Workshop Grants

 

In autumn 2022 the Society launched its Workshop Grants programme to enable historians, in the UK and internationally, to come together to discuss and develop historical projects of shared interest.

Workshop Grants, of £1,000 each, enable historians to create and host in-person day-events to consider topics at a level of detail seldom possible at a seminar or conference, or online. Grants may be spent as the organisers require, including venue hire, speakers’ expenses and bursaries for attendees if events are open.

One set of (Transactions) Workshops lead to publication of articles in the Society’s journal, Transactions of the Royal Historical Society.

A second set of Workshop Grants support projects with a wider range of potential outcomes: for example, beginning and testing a research idea; pilot work; writing of grant applications; networking, or publishing and communication in other formats.

For both strands, we welcome applications not only for new research projects but also disciplinary reviews, studies of historical methods, developments in teaching practice and courses, cross-sector working, or creation of public history projects, among others.


Transactions Workshops, 2023

Workshop Grants leading to publication in Transactions are selected in conjunction with the journal’s co-editors, Harshan Kumarasingham and Kate Smith. Successful applicants work with the co-editors to develop the outcomes of their Workshops for publication: as articles, roundtables, collections of short essays or short special issues.

Published content furthers the aims of Transactions‘ co-editors and editorial boards to provide journal content that is topical, geographically and chronologically wide-ranging, and the work of historians at all career stages.

Calls for the 2023 TRHS Workshop Grants are now open. Applications are invited before the closing date of 5 May 2023.

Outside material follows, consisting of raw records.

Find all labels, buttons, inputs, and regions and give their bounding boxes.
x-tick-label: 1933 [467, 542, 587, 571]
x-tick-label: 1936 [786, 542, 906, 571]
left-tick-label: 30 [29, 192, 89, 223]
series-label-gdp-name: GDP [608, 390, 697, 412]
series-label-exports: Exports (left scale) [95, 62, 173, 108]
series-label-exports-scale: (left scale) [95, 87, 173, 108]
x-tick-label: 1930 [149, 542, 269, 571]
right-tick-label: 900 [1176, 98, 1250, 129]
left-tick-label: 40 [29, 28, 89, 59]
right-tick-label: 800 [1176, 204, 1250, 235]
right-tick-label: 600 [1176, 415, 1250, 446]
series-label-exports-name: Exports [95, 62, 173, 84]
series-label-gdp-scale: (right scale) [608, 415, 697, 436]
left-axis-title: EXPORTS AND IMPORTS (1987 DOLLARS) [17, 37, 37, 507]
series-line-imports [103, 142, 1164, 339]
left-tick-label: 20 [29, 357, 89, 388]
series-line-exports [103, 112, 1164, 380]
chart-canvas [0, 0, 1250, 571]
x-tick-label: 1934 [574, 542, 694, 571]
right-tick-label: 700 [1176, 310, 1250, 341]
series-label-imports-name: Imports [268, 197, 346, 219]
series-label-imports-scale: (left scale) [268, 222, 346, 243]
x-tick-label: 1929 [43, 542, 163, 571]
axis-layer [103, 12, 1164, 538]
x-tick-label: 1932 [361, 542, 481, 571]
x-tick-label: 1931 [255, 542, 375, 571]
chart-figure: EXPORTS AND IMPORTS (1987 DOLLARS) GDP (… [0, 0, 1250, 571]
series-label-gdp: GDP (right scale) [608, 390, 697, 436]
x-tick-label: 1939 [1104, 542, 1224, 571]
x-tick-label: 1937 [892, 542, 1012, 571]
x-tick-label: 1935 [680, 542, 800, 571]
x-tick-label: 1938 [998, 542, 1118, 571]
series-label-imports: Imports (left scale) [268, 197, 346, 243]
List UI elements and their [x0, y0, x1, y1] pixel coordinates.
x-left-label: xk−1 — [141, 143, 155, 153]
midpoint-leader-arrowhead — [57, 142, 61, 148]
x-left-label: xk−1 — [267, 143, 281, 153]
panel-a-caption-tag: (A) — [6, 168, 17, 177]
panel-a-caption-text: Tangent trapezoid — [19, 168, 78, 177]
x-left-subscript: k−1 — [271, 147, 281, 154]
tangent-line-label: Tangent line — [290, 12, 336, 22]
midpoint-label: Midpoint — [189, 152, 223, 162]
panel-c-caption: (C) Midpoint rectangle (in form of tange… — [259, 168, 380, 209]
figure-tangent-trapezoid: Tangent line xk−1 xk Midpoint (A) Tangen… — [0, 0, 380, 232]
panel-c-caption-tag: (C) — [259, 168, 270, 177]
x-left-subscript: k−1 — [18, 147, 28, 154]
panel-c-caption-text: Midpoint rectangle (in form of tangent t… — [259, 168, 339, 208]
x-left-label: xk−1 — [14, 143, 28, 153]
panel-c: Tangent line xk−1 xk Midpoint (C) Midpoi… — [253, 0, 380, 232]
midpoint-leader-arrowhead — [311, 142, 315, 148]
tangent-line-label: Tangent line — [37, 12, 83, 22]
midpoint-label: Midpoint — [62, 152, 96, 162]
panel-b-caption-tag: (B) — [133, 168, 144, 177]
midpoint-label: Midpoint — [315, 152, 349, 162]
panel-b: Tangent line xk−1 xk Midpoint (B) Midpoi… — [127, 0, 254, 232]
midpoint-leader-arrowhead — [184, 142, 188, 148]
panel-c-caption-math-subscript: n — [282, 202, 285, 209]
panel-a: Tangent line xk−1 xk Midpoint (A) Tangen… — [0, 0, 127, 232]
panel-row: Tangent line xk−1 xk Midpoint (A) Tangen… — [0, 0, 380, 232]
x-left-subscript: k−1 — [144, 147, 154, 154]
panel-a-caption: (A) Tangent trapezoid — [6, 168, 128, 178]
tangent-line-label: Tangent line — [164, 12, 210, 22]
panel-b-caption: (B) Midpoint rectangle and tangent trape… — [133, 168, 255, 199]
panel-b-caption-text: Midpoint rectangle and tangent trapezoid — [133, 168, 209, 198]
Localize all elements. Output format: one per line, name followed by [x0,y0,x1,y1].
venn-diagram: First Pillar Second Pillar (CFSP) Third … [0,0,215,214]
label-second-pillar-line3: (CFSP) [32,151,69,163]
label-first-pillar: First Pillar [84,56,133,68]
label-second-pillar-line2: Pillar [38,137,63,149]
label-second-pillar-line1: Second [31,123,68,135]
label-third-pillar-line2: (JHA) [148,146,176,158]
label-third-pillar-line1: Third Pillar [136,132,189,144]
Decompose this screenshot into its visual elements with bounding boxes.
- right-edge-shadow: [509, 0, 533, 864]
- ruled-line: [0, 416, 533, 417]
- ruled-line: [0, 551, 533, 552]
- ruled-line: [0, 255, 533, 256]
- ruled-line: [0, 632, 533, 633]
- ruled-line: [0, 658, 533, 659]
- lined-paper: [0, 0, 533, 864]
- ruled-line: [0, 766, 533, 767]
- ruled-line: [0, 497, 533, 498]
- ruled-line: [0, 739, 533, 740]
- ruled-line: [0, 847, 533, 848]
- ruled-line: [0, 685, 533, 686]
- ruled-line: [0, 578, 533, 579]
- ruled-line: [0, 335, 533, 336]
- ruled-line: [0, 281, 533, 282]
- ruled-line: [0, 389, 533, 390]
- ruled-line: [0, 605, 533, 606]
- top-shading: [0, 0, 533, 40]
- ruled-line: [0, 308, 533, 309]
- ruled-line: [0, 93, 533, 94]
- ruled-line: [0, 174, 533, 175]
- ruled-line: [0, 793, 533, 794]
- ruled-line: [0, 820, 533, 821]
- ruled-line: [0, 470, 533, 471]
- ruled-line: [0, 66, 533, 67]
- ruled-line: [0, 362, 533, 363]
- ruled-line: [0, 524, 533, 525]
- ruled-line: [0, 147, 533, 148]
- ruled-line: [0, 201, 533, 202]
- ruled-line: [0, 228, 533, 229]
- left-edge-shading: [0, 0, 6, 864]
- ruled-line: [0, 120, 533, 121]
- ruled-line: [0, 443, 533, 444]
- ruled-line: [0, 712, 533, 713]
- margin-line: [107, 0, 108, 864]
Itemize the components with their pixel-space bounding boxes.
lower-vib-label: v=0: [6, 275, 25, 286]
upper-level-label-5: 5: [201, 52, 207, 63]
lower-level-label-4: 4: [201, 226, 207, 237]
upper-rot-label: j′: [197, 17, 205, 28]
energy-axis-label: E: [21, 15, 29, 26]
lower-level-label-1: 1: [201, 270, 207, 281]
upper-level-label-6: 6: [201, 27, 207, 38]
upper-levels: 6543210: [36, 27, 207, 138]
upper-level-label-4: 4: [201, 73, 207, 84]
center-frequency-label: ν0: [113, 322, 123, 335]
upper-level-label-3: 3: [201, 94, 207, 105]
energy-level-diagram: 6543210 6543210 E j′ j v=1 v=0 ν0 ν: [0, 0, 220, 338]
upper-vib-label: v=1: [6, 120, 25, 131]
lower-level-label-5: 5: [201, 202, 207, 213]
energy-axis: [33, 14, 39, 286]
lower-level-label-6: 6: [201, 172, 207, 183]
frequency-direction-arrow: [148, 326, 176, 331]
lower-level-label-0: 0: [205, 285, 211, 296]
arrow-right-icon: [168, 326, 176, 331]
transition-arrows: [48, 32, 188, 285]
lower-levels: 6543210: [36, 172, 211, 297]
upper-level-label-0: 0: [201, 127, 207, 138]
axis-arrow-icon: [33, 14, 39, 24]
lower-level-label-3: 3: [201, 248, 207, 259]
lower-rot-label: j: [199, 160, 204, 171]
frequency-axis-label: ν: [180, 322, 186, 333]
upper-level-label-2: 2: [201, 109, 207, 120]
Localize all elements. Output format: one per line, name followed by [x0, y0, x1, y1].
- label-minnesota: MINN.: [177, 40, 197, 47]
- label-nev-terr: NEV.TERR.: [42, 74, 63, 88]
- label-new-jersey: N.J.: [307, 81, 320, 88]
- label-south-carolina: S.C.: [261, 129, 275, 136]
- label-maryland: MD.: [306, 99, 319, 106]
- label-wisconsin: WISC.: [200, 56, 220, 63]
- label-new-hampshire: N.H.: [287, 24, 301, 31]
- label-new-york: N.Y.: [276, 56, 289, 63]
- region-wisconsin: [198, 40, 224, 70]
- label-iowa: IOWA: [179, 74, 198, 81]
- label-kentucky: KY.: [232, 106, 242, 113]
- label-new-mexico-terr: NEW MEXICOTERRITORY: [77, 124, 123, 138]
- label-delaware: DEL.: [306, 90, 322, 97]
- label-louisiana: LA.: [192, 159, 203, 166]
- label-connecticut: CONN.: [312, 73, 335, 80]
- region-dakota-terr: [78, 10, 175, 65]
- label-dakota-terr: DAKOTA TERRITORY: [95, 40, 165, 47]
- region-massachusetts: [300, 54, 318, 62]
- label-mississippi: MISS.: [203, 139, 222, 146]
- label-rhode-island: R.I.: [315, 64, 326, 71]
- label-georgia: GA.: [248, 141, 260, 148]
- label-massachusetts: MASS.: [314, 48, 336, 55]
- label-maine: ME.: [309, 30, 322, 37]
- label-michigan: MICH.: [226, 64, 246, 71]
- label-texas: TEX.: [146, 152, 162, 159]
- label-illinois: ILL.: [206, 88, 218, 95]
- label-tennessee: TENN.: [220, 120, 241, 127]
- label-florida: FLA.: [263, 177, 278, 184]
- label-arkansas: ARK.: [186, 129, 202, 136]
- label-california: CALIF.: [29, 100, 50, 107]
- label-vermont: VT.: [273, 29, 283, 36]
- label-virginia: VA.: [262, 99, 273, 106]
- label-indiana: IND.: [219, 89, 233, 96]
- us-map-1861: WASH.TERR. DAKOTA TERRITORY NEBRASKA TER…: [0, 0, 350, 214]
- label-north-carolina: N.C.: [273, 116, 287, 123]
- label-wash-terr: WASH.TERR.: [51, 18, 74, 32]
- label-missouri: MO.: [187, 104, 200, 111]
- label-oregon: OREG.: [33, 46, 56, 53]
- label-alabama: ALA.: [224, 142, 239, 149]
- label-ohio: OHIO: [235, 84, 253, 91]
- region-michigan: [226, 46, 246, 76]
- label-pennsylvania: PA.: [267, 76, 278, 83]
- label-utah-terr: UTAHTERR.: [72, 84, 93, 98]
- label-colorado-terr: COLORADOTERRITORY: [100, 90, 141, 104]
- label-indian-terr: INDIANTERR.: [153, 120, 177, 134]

In 2022, the following four projects will were awarded Transactions Workshops:

  • ’80 Years of the Bengal Famine (1943): Decolonial Dialogues from the Global South’ — lead organisers: Priyanka Basu and Ananya Jahanara Kabir (King’s College London)
  • ‘Transnational Activism in a Divided World: the Regional within the Global’ — lead organisers: Daniel Laqua (Northumbria) and Thomas Davies (City, University of London)
  • ‘The Future of Our Past: Where is Environmental History Heading?’ — lead organiser: Alexander Hibberts (Durham)
  • ‘Parliamentary Culture in Colonial Contexts, c.1500–c.1700’ — lead organisers: Paul Seaward (History of Parliament Trust), Pauline Kewes (Oxford) and Jim Van der Meulen (Ghent)

RHS Workshops, 2022-23

A second set of Workshops supports projects with a wide range of possible outcomes. RHS Workshops may support groups of historians who are meeting for the first time to consider an idea or seek to develop an established project.

In the academic year 2022-23, the following four projects will run RHS Workshops:

  • ‘Early Modern Error’ — lead organiser: Alice Leonard (Coventry)
  • ‘Women and Plantations: New Directions in Tudor and Stuart Colonial History’ — lead organiser: Lauren Working (York)
  • ‘Beyond the ‘Good’ / ’Bad’ Migrant Dichotomy: ways forward for early modern and contemporary history’ — lead organiser: Kathleen Commons (Sheffield)
  • ‘Unboxing the Family Archive: New Approaches to Intergenerational Collections’ — lead organiser: Imogen Peck (Birmingham)

The next call for RHS Workshops, to take place in the academic year 2023-24, will launch in Summer 2023.


Each of the Workshops will be supported by the Royal Historical Society, with updates on outcomes reported via the RHS blog and social media. Future applicants are also welcome to consider hosting Workshops at the Society’s offices at University College London, if desirable.